▶ **YOUR OBJECTIVE**: Which lines below contain "text"? Copy every one of them.

▶ **RECORDS SUPPLIED**:
----------------

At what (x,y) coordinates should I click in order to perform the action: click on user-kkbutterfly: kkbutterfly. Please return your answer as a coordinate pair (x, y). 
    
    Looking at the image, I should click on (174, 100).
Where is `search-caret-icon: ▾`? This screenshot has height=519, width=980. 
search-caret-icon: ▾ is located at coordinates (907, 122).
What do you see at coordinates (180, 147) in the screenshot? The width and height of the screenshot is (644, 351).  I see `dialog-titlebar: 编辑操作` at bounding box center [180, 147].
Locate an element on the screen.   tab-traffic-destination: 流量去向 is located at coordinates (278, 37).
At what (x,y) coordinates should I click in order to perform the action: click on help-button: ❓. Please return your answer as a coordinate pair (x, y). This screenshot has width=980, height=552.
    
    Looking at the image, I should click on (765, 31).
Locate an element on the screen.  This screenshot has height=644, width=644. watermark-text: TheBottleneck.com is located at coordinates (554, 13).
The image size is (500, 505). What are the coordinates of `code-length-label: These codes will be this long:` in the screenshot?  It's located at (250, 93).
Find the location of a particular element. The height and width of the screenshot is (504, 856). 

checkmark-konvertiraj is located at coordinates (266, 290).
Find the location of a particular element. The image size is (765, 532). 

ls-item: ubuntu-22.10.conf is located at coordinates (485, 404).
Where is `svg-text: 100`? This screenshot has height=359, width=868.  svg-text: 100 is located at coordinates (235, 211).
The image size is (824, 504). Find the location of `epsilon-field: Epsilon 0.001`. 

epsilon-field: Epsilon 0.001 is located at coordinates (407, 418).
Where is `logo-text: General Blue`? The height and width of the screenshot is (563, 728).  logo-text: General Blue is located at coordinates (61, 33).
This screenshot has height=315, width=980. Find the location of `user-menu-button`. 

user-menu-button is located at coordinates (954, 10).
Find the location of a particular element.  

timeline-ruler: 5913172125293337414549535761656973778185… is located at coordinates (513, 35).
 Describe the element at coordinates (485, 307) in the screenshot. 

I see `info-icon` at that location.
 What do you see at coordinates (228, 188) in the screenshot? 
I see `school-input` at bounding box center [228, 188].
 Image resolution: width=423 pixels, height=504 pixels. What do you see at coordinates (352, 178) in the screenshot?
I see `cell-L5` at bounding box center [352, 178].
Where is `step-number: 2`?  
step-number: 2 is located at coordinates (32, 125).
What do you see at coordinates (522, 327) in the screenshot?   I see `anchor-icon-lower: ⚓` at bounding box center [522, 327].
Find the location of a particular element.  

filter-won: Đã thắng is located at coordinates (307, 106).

----------------

▶ **EXERCISE RESPONSE**:
Locate an element on the screen.  This screenshot has height=644, width=644. watermark-text: TheBottleneck.com is located at coordinates (554, 13).
Where is `svg-text: 100`? This screenshot has height=359, width=868.  svg-text: 100 is located at coordinates (235, 211).
Where is `logo-text: General Blue`? The height and width of the screenshot is (563, 728).  logo-text: General Blue is located at coordinates (61, 33).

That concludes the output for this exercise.